Spotlight Talk
The Looming Reskilling Challenge: Endless Opportunity, Even More Complexity
Date Thursday, Nov 24 Time – RoomPavillon
Here's the good news: With automation and AI expected to replace millions of jobs and reshape millions more, the demand for training is expected to grow. But here's the challenge: six-month coding courses and similar quickie, broadly focused approaches are not likely to provide the preparation workers need.
This Spotlight Talk explores why and suggests strategies that training professionals can adopt to help workers and their employers avoid unnecessary career and skills anxiety.
The digital transformation is changing both our assumptions about skills and our systems for upskilling and reskilling workers. This talk addresses that, while:
- Explaining that the digital transformation provides opportunities to up- and re-skill workers but training as usual won’t work.
- Defining key terms: digital transformation, upskilling, reskilling, education, and training.
- Exploring why traditional employer-provided training is not a silver bullet for addressing the skills challenges brought by the digital transformation (and exacerbated by the pandemic).
- Noting that skills are the new currency of the workplace: (a) why skills plus experience matter most to employers and (b) how new technologies across HR and L&D systems to identify skills within organizations, not just from tracking learning but also from tracking work.
- Describing how the system for acquiring skills has changed, including changes in employer-provided training as well as the emergence of an eco-system of providers and opportunities to fill the voide.
- Identifying government policies in many countries that support workers in ongoing re-skilling and upskilling efforts.
- Answering your questions about the situation
Overview
- Recognise the bifurcated nature of emerging employment, with the largest opportunities at either the lower-skilled or highly skilled ranges of the spectrum.
- Characterise skills gaps between current and emerging jobs.
- Recognise the impact of working conditions in emerging areas of employment.
- Identify policies and programs that could address these challenges.
Saul Carliner
Professor, Concordia University, Canada
Saul Carliner is a Professor and Chair of the Department of Education at Concordia University in Montreal, where his research focuses on the design of instructional and informational materials for the workplace, the management of groups that produce them, and related issues of policy.
Also an industry consultant, Carliner has provided strategic advice, and conducted workshops and evaluations for organisations like Alltel Wireless, Boston Scientific, PwC, ST Microelectronics, and several government agencies.
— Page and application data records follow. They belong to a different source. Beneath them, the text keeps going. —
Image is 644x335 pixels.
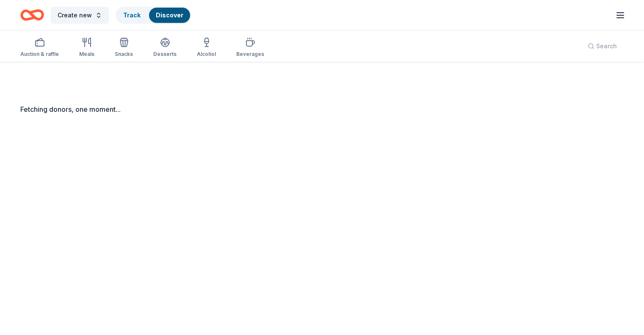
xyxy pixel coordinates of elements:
[153,51,177,57] div: Desserts
[20,5,44,25] a: Home
[51,7,109,24] button: Create new
[236,51,264,57] div: Beverages
[153,34,177,62] button: Desserts
[20,51,59,57] div: Auction & raffle
[236,34,264,62] button: Beverages
[79,34,94,62] button: Meals
[79,51,94,57] div: Meals
[20,104,624,115] div: Fetching donors, one moment...
[197,51,216,57] div: Alcohol
[57,10,92,20] span: Create new
[155,11,183,19] a: Discover
[20,34,59,62] button: Auction & raffle
[197,34,216,62] button: Alcohol
[115,34,133,62] button: Snacks
[124,11,141,19] a: Track
[115,51,133,57] div: Snacks
[115,7,191,24] button: TrackDiscover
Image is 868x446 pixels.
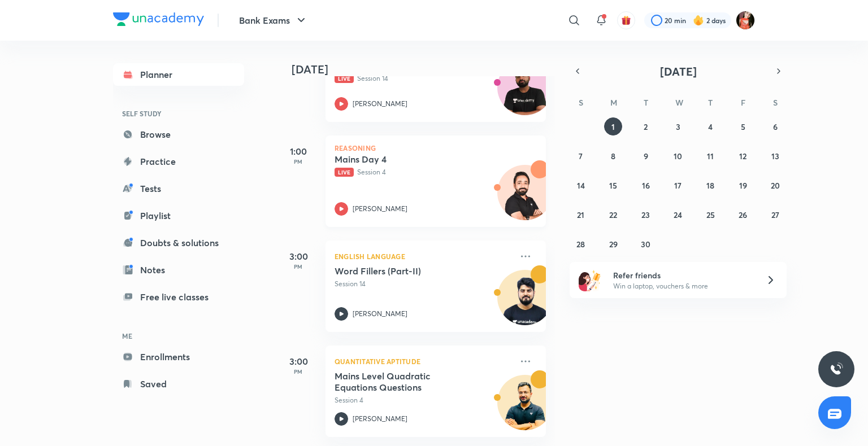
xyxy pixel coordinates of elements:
[352,99,407,109] p: [PERSON_NAME]
[113,286,244,308] a: Free live classes
[334,371,475,393] h5: Mains Level Quadratic Equations Questions
[675,97,683,108] abbr: Wednesday
[734,117,752,136] button: September 5, 2025
[773,121,777,132] abbr: September 6, 2025
[113,104,244,123] h6: SELF STUDY
[113,123,244,146] a: Browse
[352,204,407,214] p: [PERSON_NAME]
[577,180,585,191] abbr: September 14, 2025
[572,147,590,165] button: September 7, 2025
[498,276,552,330] img: Avatar
[637,147,655,165] button: September 9, 2025
[642,180,650,191] abbr: September 16, 2025
[637,117,655,136] button: September 2, 2025
[706,210,714,220] abbr: September 25, 2025
[498,66,552,120] img: Avatar
[334,167,354,177] span: Live
[706,180,714,191] abbr: September 18, 2025
[669,206,687,224] button: September 24, 2025
[352,309,407,319] p: [PERSON_NAME]
[334,144,537,152] p: Reasoning
[579,97,583,108] abbr: Sunday
[609,239,618,249] abbr: September 29, 2025
[669,117,687,136] button: September 3, 2025
[830,363,843,376] img: ttu
[773,97,777,108] abbr: Saturday
[673,210,682,220] abbr: September 24, 2025
[611,121,614,132] abbr: September 1, 2025
[644,151,648,161] abbr: September 9, 2025
[738,210,747,220] abbr: September 26, 2025
[610,151,615,161] abbr: September 8, 2025
[674,180,681,191] abbr: September 17, 2025
[291,63,557,76] h4: [DATE]
[736,11,755,30] img: Minakshi gakre
[610,97,617,108] abbr: Monday
[334,395,512,406] p: Session 4
[641,210,650,220] abbr: September 23, 2025
[334,74,354,83] span: Live
[579,151,583,161] abbr: September 7, 2025
[352,414,407,424] p: [PERSON_NAME]
[113,232,244,254] a: Doubts & solutions
[604,147,622,165] button: September 8, 2025
[693,15,704,26] img: streak
[572,206,590,224] button: September 21, 2025
[673,151,682,161] abbr: September 10, 2025
[113,177,244,200] a: Tests
[334,73,512,83] p: Session 14
[771,210,779,220] abbr: September 27, 2025
[621,15,631,25] img: avatar
[708,121,712,132] abbr: September 4, 2025
[613,281,752,291] p: Win a laptop, vouchers & more
[734,176,752,195] button: September 19, 2025
[113,259,244,281] a: Notes
[275,368,321,375] p: PM
[708,97,712,108] abbr: Thursday
[113,345,244,368] a: Enrollments
[604,176,622,195] button: September 15, 2025
[669,147,687,165] button: September 10, 2025
[609,180,617,191] abbr: September 15, 2025
[676,121,680,132] abbr: September 3, 2025
[113,13,204,29] a: Company Logo
[498,381,552,435] img: Avatar
[706,151,714,161] abbr: September 11, 2025
[701,206,719,224] button: September 25, 2025
[741,97,745,108] abbr: Friday
[585,64,771,79] button: [DATE]
[766,206,784,224] button: September 27, 2025
[113,373,244,395] a: Saved
[701,117,719,136] button: September 4, 2025
[701,147,719,165] button: September 11, 2025
[766,176,784,195] button: September 20, 2025
[741,121,745,132] abbr: September 5, 2025
[579,269,601,291] img: referral
[734,147,752,165] button: September 12, 2025
[113,326,244,345] h6: ME
[766,117,784,136] button: September 6, 2025
[604,206,622,224] button: September 22, 2025
[334,355,512,368] p: Quantitative Aptitude
[609,210,617,220] abbr: September 22, 2025
[701,176,719,195] button: September 18, 2025
[572,176,590,195] button: September 14, 2025
[275,144,321,158] h5: 1:00
[113,13,204,26] img: Company Logo
[275,355,321,368] h5: 3:00
[669,176,687,195] button: September 17, 2025
[572,235,590,253] button: September 28, 2025
[275,158,321,165] p: PM
[766,147,784,165] button: September 13, 2025
[275,263,321,270] p: PM
[771,151,779,161] abbr: September 13, 2025
[660,64,697,79] span: [DATE]
[637,176,655,195] button: September 16, 2025
[604,235,622,253] button: September 29, 2025
[617,11,635,29] button: avatar
[334,154,475,165] h5: Mains Day 4
[113,204,244,227] a: Playlist
[498,171,552,225] img: Avatar
[739,151,746,161] abbr: September 12, 2025
[275,249,321,263] h5: 3:00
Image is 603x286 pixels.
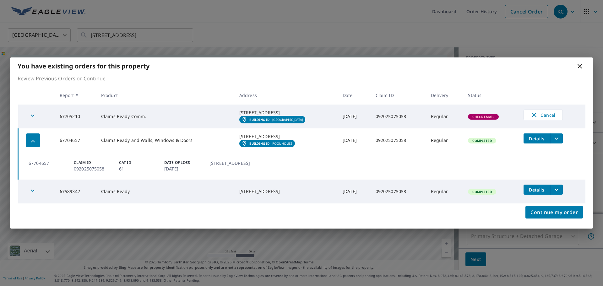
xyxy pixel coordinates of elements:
p: 67704657 [29,160,66,166]
td: Regular [426,128,463,152]
p: Date of Loss [164,160,202,165]
span: Details [527,136,546,142]
span: Completed [468,138,495,143]
div: [STREET_ADDRESS] [239,133,332,140]
b: You have existing orders for this property [18,62,149,70]
p: [DATE] [164,165,202,172]
p: 61 [119,165,157,172]
td: [DATE] [337,180,370,203]
th: Claim ID [370,86,426,105]
td: 092025075058 [370,180,426,203]
td: [DATE] [337,105,370,128]
td: 67705210 [55,105,96,128]
td: 092025075058 [370,128,426,152]
td: 67704657 [55,128,96,152]
p: Cat ID [119,160,157,165]
th: Delivery [426,86,463,105]
th: Date [337,86,370,105]
th: Address [234,86,337,105]
a: Building ID[GEOGRAPHIC_DATA] [239,116,305,123]
em: Building ID [249,142,270,145]
td: [DATE] [337,128,370,152]
button: Cancel [523,110,562,120]
th: Product [96,86,234,105]
button: Continue my order [525,206,583,218]
td: Claims Ready Comm. [96,105,234,128]
a: Building IDPOOL HOUSE [239,140,295,147]
td: 092025075058 [370,105,426,128]
span: Cancel [530,111,556,119]
div: [STREET_ADDRESS] [239,188,332,195]
td: Regular [426,105,463,128]
p: [STREET_ADDRESS] [209,160,250,166]
td: Claims Ready and Walls, Windows & Doors [96,128,234,152]
button: filesDropdownBtn-67589342 [550,185,562,195]
button: detailsBtn-67704657 [523,133,550,143]
button: detailsBtn-67589342 [523,185,550,195]
div: [STREET_ADDRESS] [239,110,332,116]
p: Claim ID [74,160,111,165]
th: Report # [55,86,96,105]
em: Building ID [249,118,270,121]
th: Status [463,86,518,105]
span: Check Email [468,115,498,119]
td: 67589342 [55,180,96,203]
span: Continue my order [530,208,578,217]
p: Review Previous Orders or Continue [18,75,585,82]
p: 092025075058 [74,165,111,172]
button: filesDropdownBtn-67704657 [550,133,562,143]
span: Completed [468,190,495,194]
td: Regular [426,180,463,203]
td: Claims Ready [96,180,234,203]
span: Details [527,187,546,193]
He is the author of the best-selling Training Design Basics, award-winning Informal Learning Basics, and co-author of Career Anxiety: Guidance Through Tough Times, The e-Learning Handbook, and An Overview of Training and Development.
He is past President of the Canadian Network for Innovation in Education, a Fellow of the Institute for Performance and Learning, past editor of the IEEE Transactions on Professional Communication, and a Fellow and past international president of the Society for Technical Communication.
Links
Moderator
Ildiko Mazar
Sector Consulting Manager, NTT Data, Spain
Ildiko has over 25 years of professional experience in the field of open education and e-learning, and she is particularly passionate about informed and transparent knowledge, skill and competence recognition. In the past 5 years Ildiko has been focusing mostly on supporting the development and uptake of innovative solutions in the fields of competence development and digital (micro-)credentialing, more specifically the European Learning Model and European Digital Credentials for Learning. She is member of the CTDL Advisory Board, and one of the 3 Co-Chairs of the W3C Credentials Community Group's VC-EDU task force.